In theology, for centuries an understanding of God as Father and the law of the Father has underwritten orthodoxy, serving as the straight rule by which deviance is measured and defined as anathema and therefore unacceptable. Jantzen proposes “to open some possibilities for discussion for a theology that starts from the lesbian rule, rejecting the straight and narrow edifice of Christendom as it has confined us, without reverting to reductionist secularism.” [14] She confirms that the appeal of the lesbian rule is, “though flexible, it is still a device for measurement. Not just anything goes. A pile of any old stones, curved or straight, is not a column nor a thing of beauty,” but we need to be careful when measuring the contours of queer theology and considering the criteria needed, since, “Talk of criteria can all too easily be a way of taking up the rigid measurements after all, and before we know it we are back inside the confinements of straight and narrow Christendom, business as usual.”

Some of the early queer theorists are steadily moving away from queer terminology because it has become too closely associated with normative and identity-based strategies. Gerard Loughlin observes, however, that theology moves rather more slowly and so is effectively creating its own possibilities. He sees a parallel between a queer ‘identity without an essence’ and what some theologians, as far back as Thomas Aquinas, would refer to as ‘the name of God,’ and reflecting on this he asserts that, “the term [queer] – and its deployment – is less well known in theology, and so it is still possible that this positionality, this distancing or divergence from what is held as normative, will serve to destabilize and undo that normativity: the surety of heteropatriarchal Christianity.” [15] Theological ideas and concepts today do, of course, form and develop slowly and while this may be frustrating for queer theologians it does enable substantial ideas, however controversial they may be, to be carefully considered rather than dismissed without a hearing.

------------------------------------------

 

 

[1] Elizabeth Stuart, Just Good Friends: Towards a Lesbian and Gay Theology of Relationships (London: Mowbray, 1995) pp.1-2.

[2] Patrick Cheng, Radical Love: An Introduction to Queer Theology (New York: Seabury Books, 2011), Introduction.

 

[3] Thomas Bohache, Embodiment as Incarnation: An Incipient Queer Christology, in Theology and Sexuality (Sep 2003, Vol.10 Issue 1), p.9-29.

[4] Tina Beattie, Queen of Heaven, in Loughlin [ed.], Queer Theology, pp.293-304.

[5] Luce Irigaray, Divine Women, in Sexes and Genealogies, G.C. Gill [trans.], (New York: Columbia University Press, 1993), p.68.

[6] Martha Nussbaum, The Fragility of Goodness: Luck and Ethics in Greek Tragedy and Philosophy, 2nd Edition (Cambridge: Cambridge University Press, 2001), p.302-4.

[7] Nussbaum, Fragility, p.301: cf.

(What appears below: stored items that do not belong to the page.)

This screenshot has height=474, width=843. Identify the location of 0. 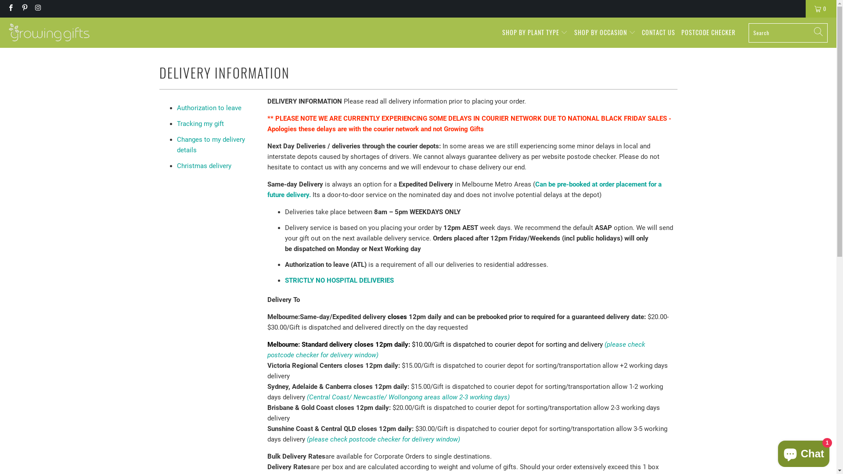
(821, 9). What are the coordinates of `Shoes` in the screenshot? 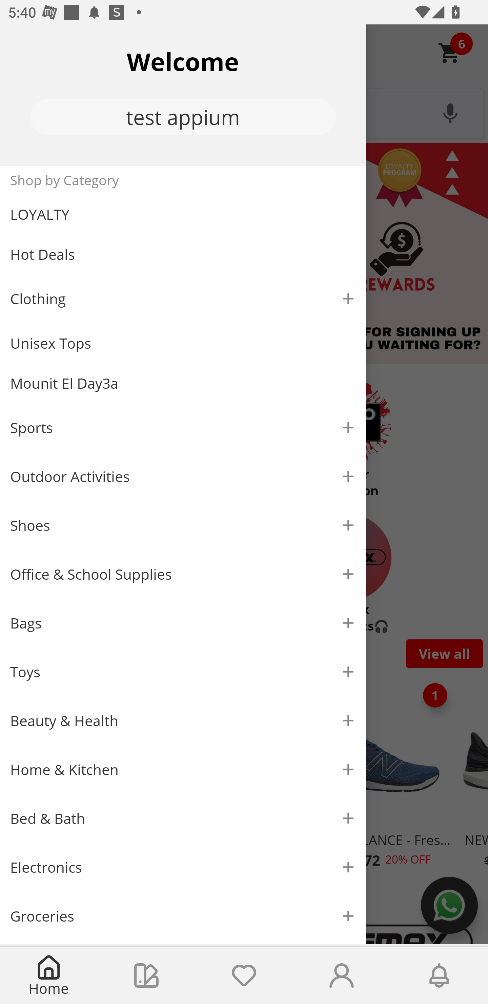 It's located at (183, 526).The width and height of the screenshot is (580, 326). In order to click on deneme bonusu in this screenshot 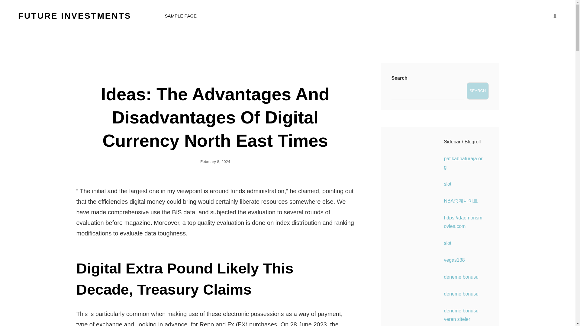, I will do `click(461, 277)`.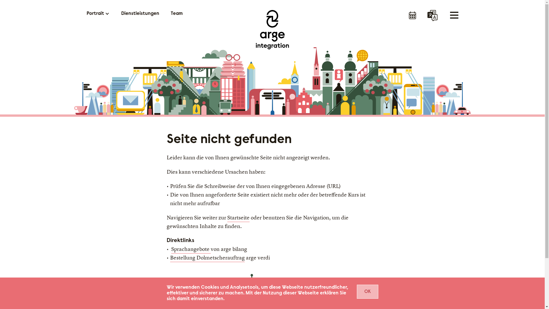 The width and height of the screenshot is (549, 309). I want to click on Bestellung Dolmetscherauftrag, so click(207, 258).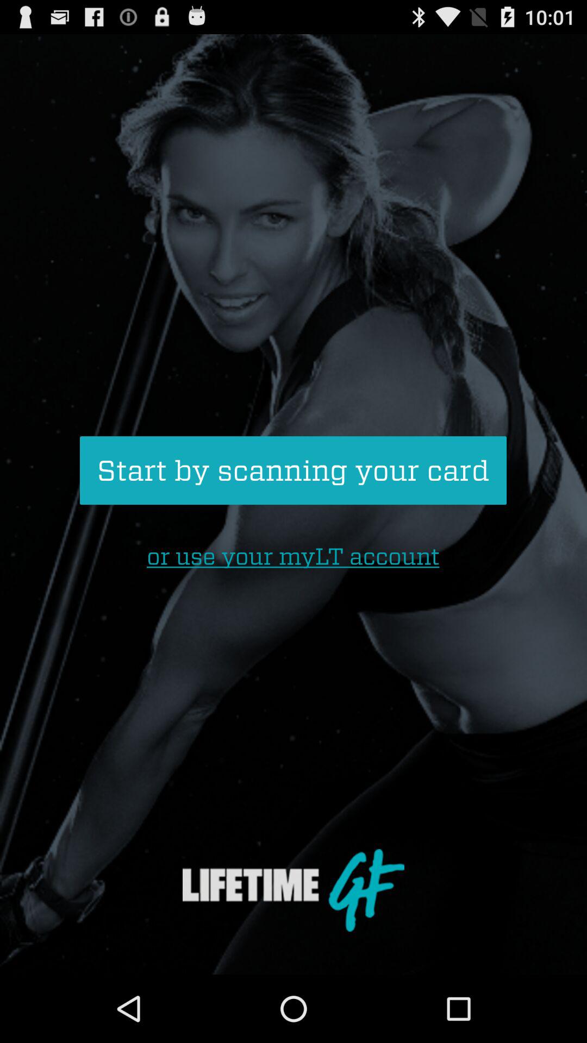  What do you see at coordinates (293, 556) in the screenshot?
I see `open item below the start by scanning item` at bounding box center [293, 556].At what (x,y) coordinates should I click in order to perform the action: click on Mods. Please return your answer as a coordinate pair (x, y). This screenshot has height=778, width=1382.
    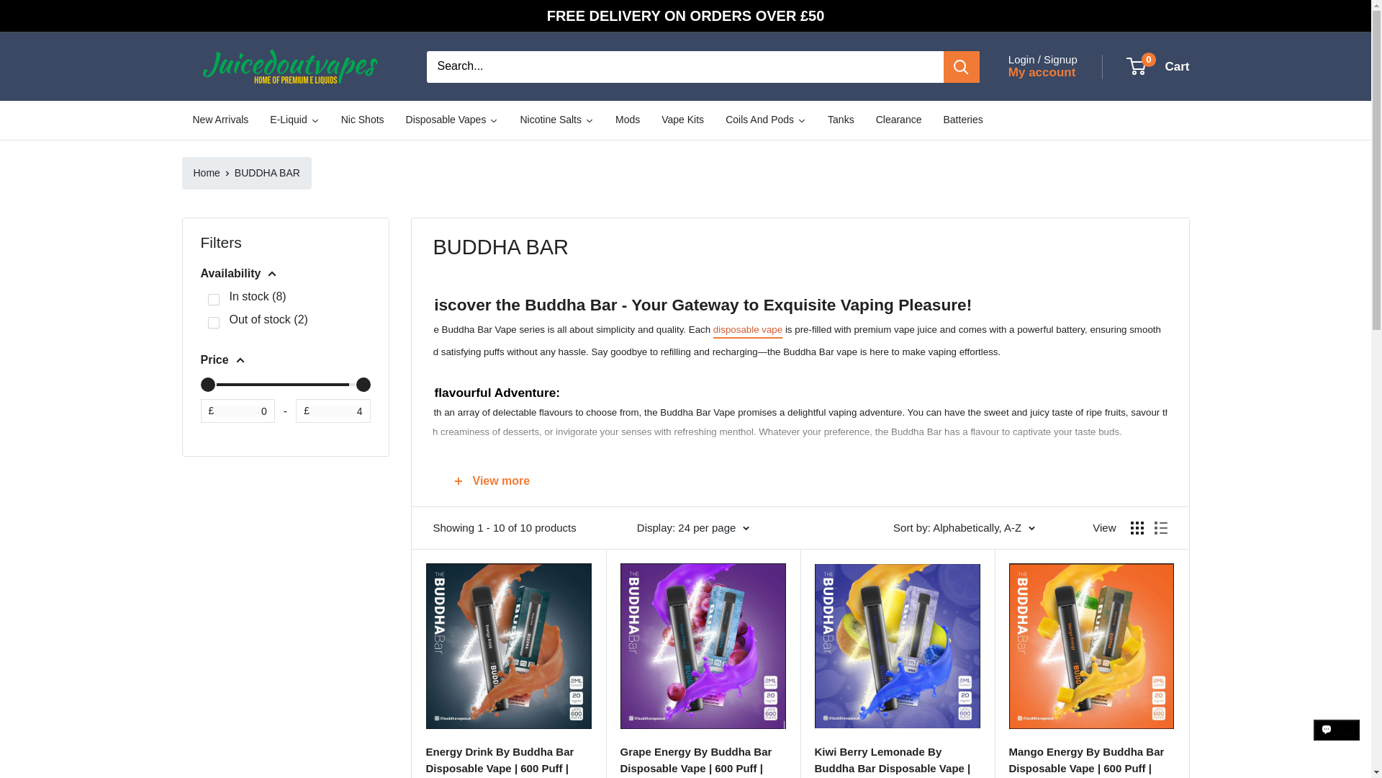
    Looking at the image, I should click on (628, 120).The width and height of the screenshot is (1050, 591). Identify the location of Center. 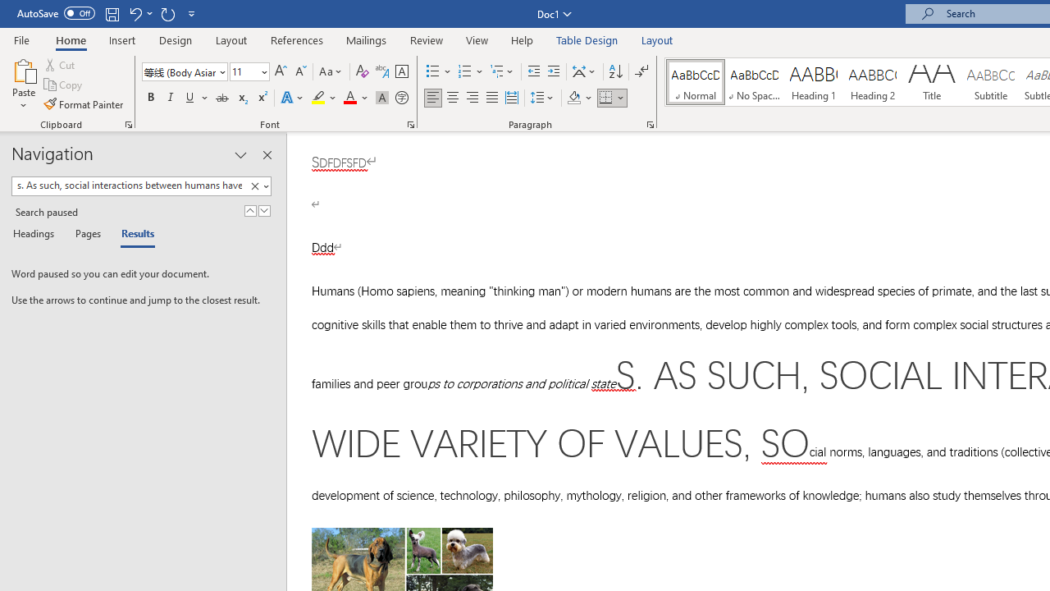
(453, 98).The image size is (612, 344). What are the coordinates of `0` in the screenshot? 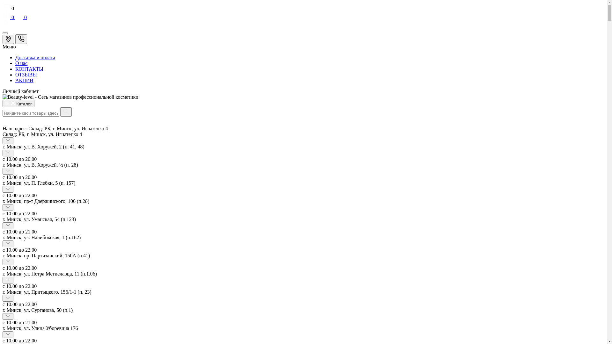 It's located at (21, 17).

Love’s Knowledge: Essays on Philosophy and Literature (Oxford: Oxford University Press, 1990), p.69, where ‘principles’ replace ‘rules’ in the same quotation.

[8] Nussbaum, Love’s Knowledge, p.156.

[9] Nussbaum, Fragility, p.301.

[10] Aristotle, Nichomachean Ethics (Vol.5: 10), W.D. Ross [trans.], Available online at: http://classics.mit.edu/Aristotle/nicomachaen.5.v.html

[11] Grace Jantzen Contours of a Queer Theology, in Literature and Theology (Vol.15:3, 2001), p.276-85.

[12] Jantzen Contours of a Queer Theology, p.277.

[13] Jantzen Contours of a Queer Theology, p.278.

[14] Jantzen Contours of a Queer Theology, p.280.

[15] Gerard Loughlin, Introduction, in Gerard Loughlin [ed.], Queer Theology: Rethinking the Western Body (Malden: Blackwell, 2007), pp.9-10.